What fascinated me was the business ethics which are on a par around the world. One thinks it is just in one’s little corner. But as Talley illustrates, this is the way the world turns and why we have the top 1 percent so far removed from ordinary lives that they can’t respond to their employees with any humanity.

It’s not all gloom and doom, however, not in the life of the larger-than-life André. Because of who he is and where he works, he doesn’t have to name drop, those are the people who are part of his immediate circle. From Lee Radziwill (Jacky O’s sister) to Karl Lagerfeld, Anna Wintour (whom he both admires and admonishes for her lack of warmth), and of course many others like the supermodels who reigned during his time as well as the different designers who would share their design secrets, their fears and their dreams with someone like André who had both power and empathy.

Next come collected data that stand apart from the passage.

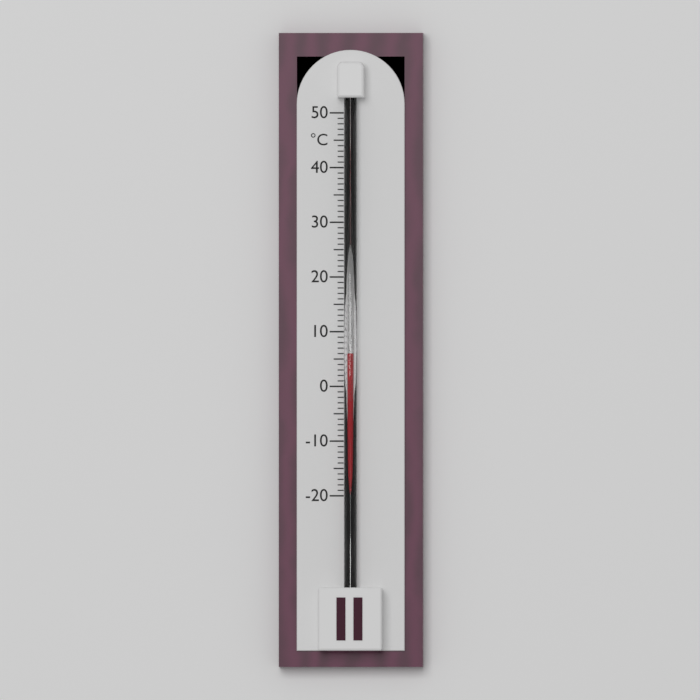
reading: 6 °C
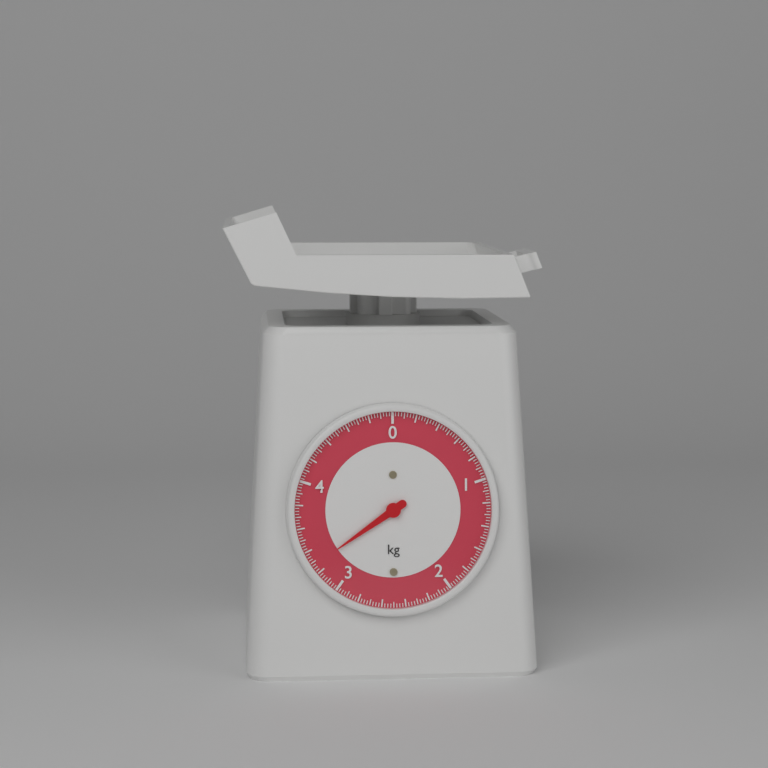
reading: 3.275 kg
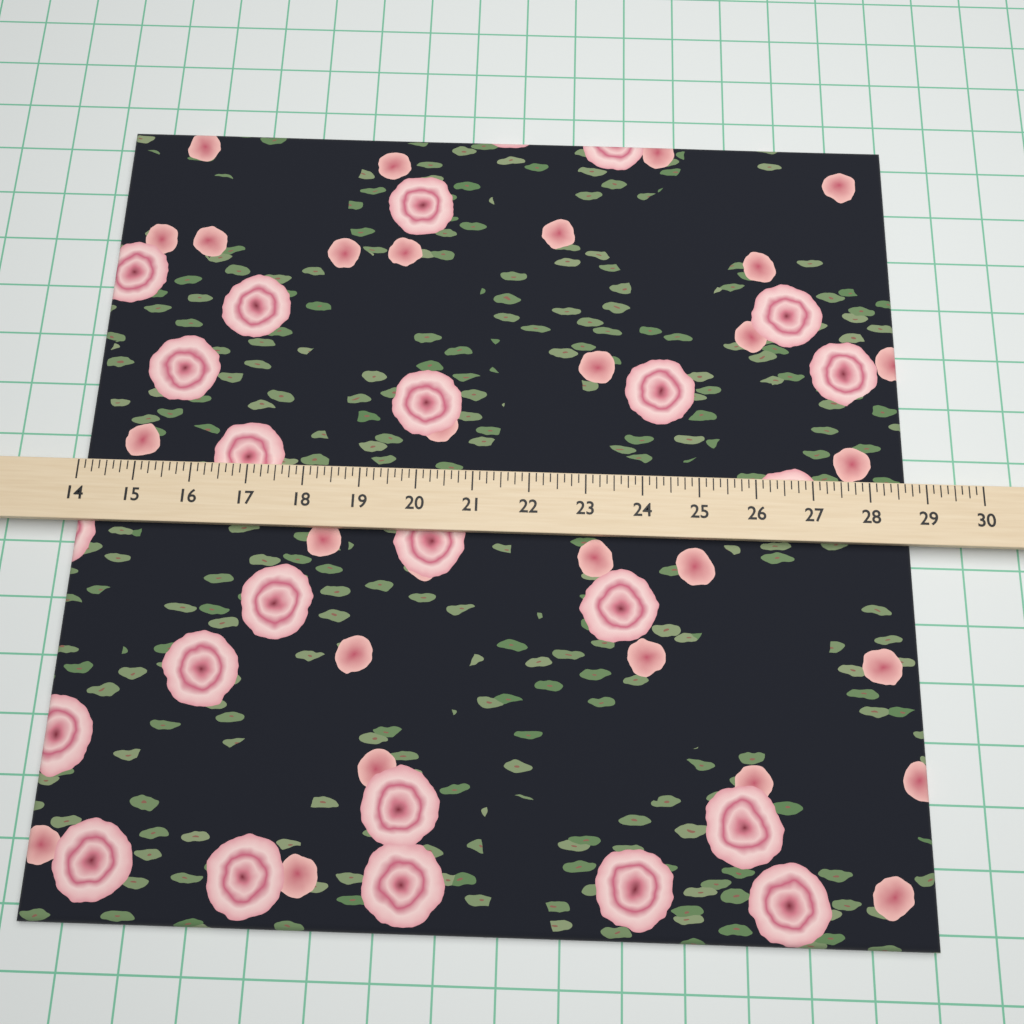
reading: 28.750 (no unit)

From the early days, long before Vogue, he established his own style. That’s what propelled him into this world. He could identify style, he could step into that world with grace and he could write about it with flair. He also became part of the fanfare which is part of the chiffon trenches if you really want to be part of that world. And he did.

His passion for couture and everything that represented is what dominated his life. And like any creative, he simply put his head down and found a way to become part of everything he most loved in this world.

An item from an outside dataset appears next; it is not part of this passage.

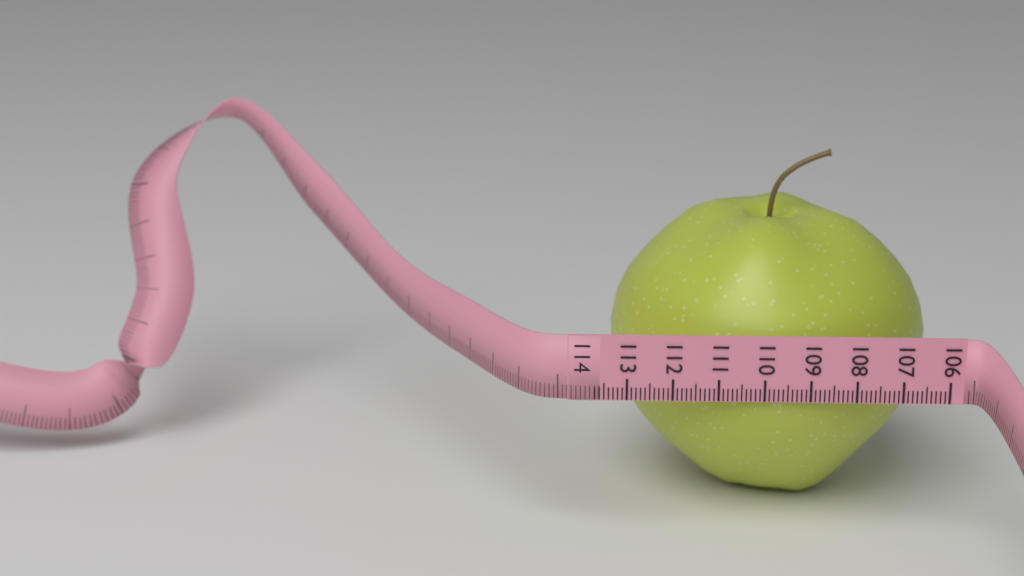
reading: 113.3 (no unit)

Friends in fashion: Lagerfeld and Talley

Sadly, Talley (and of course Karl Kagerfeld) died early this year and that world has lost one of its most entertaining and flashy personalities. And as is often the case, he is really only appreciated now.

It’s a fascinating read, because of the man and the universe he lived in. No one is irreplaceable, but I’m sure even Ms Wintour must miss this valued eye who was both honest and honoured to be asked for advice on, for example, her outfit for a smart occasion.

But also his take on the world, his way of entering a room, what he believed his role was and how his whole being was thrown into his daily work. The chiffon trenches is where his heart and his passion lay.